April 30, 2010
A gloss to Playing with Rules
Throughout this riposte, Golumbia directly quotes and responds to assertions made by Brian Lennon in his book review of Golumbia’s The Cultural Logic of Computation and Mark McGurl’s The Program Era: Postwar Fiction and the Rise of Creative Writing. Lennon’s review can be accessed here: Gaming the System as well as via the “Riposte To” link above.
Additionally, longer quotes that provide a bit more context are also provided in the glosses below.
Throughout this riposte, Golumbia directly quotes and responds to assertions made by Brian Lennon in his book review of Golumbia’s The Cultural Logic of Computation and Mark McGurl’s The Program Era: Postwar Fiction and the Rise of Creative Writing. Lennon’s review can be accessed here: Gaming the System as well as via the “Riposte To” link above.

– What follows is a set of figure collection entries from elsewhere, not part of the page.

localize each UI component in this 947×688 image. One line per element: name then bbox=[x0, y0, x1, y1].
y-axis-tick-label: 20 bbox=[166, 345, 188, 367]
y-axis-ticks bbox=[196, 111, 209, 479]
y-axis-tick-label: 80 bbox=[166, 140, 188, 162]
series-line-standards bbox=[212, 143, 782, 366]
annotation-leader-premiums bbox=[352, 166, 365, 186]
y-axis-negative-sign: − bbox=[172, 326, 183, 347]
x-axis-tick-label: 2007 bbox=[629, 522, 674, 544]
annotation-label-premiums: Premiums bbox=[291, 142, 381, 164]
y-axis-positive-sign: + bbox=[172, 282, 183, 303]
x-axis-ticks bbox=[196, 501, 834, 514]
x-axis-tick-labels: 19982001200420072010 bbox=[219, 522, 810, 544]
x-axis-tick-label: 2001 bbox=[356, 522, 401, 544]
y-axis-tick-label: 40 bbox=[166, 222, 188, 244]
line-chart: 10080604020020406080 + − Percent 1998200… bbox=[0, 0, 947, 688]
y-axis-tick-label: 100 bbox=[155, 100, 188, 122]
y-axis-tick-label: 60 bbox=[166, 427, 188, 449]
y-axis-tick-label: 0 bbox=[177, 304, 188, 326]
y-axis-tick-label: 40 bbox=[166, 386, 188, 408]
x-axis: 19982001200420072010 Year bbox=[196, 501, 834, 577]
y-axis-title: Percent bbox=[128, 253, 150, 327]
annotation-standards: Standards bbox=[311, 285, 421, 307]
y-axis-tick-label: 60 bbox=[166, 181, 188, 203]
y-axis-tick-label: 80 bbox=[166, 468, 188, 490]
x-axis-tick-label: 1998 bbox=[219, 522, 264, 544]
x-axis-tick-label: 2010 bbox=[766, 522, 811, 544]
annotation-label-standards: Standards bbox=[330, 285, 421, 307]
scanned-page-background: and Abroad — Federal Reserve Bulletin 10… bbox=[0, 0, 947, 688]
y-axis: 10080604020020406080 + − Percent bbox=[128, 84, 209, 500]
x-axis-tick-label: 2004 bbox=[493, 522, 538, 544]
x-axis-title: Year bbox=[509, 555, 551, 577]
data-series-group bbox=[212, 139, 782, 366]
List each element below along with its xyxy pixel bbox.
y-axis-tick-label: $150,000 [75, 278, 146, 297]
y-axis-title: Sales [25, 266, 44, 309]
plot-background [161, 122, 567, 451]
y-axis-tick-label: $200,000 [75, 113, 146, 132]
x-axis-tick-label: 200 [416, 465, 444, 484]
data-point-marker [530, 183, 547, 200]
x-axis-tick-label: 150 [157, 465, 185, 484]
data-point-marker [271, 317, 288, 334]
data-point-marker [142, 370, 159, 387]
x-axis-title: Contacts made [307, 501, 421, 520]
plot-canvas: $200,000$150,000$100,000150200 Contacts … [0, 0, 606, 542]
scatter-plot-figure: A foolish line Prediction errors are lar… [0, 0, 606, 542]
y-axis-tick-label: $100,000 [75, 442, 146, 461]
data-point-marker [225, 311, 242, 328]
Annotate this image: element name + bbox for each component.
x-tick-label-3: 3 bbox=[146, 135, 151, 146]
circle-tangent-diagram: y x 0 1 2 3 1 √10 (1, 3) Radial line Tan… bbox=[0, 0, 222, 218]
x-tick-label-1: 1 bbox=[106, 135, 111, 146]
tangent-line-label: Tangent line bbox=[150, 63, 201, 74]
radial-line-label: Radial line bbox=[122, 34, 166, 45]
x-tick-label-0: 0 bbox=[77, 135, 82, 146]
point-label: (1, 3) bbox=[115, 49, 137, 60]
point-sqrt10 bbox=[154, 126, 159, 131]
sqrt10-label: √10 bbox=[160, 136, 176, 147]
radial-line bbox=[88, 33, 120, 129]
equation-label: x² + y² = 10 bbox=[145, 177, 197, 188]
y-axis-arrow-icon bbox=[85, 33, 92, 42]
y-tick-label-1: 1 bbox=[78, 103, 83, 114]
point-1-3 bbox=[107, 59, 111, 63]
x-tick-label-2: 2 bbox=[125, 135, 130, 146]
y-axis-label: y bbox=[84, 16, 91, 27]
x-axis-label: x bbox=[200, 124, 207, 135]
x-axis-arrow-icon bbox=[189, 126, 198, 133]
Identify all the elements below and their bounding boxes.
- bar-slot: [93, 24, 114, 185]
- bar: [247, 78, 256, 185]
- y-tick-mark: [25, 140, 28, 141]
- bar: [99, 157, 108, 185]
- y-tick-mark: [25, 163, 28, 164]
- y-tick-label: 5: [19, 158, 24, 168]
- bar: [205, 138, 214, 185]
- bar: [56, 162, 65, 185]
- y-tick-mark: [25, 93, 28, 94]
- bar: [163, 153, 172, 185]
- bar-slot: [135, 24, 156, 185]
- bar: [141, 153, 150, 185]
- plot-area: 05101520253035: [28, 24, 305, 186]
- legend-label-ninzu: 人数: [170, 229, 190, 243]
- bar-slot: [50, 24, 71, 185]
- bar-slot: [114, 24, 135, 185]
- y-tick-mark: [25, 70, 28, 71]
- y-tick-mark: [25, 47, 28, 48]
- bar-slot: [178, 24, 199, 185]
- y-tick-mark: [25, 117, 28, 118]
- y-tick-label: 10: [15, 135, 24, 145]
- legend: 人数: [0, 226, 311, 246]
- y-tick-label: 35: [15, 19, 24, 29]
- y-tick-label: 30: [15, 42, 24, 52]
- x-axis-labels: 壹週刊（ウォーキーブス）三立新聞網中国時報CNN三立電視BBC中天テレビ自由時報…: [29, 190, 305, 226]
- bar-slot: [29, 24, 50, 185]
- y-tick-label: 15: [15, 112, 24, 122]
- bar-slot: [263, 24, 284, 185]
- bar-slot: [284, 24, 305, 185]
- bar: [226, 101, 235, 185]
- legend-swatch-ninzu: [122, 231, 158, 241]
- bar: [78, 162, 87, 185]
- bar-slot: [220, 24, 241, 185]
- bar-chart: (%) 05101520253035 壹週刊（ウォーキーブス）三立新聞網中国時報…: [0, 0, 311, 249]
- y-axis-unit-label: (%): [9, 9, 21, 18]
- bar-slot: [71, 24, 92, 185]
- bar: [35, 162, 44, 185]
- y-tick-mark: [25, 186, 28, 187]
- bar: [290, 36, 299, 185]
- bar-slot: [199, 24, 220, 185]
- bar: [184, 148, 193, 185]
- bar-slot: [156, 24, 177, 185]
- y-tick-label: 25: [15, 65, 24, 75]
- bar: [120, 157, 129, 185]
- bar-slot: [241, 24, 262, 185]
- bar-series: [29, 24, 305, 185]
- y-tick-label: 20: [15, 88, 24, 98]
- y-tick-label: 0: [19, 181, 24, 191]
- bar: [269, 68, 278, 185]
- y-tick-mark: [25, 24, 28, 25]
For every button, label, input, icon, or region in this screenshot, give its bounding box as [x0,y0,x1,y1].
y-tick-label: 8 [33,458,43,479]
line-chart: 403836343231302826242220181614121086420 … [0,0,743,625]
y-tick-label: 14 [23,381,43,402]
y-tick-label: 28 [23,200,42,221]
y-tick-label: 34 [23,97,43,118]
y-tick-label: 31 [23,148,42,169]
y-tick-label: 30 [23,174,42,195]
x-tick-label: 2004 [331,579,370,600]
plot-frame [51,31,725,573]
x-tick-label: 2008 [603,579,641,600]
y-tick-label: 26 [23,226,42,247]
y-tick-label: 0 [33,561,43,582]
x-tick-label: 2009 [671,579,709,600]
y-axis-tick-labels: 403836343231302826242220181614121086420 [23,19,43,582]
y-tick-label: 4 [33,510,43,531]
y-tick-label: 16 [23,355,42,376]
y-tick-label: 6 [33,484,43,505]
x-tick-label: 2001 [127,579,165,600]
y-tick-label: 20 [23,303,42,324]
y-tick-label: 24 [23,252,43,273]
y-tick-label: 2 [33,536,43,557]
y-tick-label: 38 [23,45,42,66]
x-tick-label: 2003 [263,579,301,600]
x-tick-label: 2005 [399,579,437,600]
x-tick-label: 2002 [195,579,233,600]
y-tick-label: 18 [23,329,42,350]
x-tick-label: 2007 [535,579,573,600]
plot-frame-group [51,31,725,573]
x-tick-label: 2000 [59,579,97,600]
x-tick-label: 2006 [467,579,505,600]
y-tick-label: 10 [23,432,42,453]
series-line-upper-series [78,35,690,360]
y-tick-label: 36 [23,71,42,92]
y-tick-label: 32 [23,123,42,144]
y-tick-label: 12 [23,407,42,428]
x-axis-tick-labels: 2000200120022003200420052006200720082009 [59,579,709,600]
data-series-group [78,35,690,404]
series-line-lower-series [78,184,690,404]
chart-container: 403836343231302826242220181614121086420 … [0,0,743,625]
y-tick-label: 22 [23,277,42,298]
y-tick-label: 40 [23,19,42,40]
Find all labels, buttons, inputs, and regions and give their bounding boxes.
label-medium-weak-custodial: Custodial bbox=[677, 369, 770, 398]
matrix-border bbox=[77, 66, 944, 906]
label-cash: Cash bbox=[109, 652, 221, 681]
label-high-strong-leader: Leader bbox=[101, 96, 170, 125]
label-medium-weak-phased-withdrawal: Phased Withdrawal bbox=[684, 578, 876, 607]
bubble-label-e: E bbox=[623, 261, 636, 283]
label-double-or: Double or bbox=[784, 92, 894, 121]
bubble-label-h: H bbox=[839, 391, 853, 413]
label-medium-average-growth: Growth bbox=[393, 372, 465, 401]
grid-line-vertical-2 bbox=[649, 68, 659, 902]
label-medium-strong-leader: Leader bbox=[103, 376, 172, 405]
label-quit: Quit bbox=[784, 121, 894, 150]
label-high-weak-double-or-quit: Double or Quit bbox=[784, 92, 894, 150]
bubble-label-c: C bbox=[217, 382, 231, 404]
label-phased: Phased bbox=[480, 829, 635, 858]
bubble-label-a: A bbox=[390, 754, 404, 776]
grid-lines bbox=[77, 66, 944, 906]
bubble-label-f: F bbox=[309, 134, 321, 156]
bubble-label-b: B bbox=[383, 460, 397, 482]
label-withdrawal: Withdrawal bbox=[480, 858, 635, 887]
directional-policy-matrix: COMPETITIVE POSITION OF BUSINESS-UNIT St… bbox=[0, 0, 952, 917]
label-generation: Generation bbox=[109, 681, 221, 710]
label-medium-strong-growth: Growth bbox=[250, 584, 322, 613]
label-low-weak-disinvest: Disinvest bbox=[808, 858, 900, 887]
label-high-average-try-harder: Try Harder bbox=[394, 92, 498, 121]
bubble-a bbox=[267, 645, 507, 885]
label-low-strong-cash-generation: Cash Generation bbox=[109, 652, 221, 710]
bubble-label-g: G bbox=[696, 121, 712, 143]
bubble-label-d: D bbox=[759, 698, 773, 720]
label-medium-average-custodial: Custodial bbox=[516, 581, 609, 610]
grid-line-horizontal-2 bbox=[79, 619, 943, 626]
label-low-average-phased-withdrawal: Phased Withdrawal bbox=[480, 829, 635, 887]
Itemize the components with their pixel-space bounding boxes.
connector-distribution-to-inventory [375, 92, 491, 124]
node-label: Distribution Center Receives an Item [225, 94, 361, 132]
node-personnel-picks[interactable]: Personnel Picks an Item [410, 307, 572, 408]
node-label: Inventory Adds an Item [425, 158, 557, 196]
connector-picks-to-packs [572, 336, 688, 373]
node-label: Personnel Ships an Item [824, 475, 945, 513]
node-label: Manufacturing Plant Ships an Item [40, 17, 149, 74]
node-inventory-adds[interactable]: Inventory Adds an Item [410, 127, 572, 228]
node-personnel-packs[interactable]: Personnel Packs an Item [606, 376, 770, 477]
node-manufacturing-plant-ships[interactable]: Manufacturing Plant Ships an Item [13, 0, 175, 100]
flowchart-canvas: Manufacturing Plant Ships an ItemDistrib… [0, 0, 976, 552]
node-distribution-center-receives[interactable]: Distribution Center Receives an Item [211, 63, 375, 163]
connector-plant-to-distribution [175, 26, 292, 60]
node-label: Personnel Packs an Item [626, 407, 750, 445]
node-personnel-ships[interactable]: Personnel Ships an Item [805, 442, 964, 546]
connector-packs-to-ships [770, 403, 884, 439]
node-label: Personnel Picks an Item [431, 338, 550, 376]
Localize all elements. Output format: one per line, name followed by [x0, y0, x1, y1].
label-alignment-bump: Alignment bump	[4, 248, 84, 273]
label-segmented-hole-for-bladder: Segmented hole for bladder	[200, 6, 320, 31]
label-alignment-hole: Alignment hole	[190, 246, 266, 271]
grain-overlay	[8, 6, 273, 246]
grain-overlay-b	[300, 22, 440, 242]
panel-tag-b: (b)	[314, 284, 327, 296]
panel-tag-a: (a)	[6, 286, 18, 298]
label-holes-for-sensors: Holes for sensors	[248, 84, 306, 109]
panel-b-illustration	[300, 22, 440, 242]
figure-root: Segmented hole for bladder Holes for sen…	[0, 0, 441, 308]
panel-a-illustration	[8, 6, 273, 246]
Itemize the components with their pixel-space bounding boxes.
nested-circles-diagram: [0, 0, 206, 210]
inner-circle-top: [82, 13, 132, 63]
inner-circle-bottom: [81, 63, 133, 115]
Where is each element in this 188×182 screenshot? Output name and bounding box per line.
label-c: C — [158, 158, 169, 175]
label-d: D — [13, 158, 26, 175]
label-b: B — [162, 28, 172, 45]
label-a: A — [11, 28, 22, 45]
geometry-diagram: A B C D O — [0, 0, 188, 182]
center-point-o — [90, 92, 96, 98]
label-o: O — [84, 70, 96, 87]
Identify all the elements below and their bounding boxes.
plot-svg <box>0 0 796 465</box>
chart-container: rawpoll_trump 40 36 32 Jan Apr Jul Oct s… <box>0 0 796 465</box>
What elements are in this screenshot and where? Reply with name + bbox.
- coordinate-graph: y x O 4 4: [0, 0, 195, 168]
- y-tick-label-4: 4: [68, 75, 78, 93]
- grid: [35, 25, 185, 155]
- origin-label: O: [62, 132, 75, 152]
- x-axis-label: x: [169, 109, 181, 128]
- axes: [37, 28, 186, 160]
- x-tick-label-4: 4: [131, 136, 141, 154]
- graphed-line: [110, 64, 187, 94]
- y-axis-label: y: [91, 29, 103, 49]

Additionally, longer quotes that provide a bit more context are also provided in the glosses below. Here, for example, is the entire sentence from which this quote is taken: “But the other filament in Golumbia’s theoretical braid, one which sits at some odds with the spirit of this poststructuralist salvage operation, is a Weberian conflation of capitalist rationalism with evangelical Christianity, which Golumbia doesn’t do much to differentiate, in The Cultural Logic of Computation, from that counter-mystification through which modern liberal and left Euro-Atlantic secular intellectuals have imagined themselves somehow undefiled by the permeative cultural Christianity they discern in the enterprises of their declared opponents.”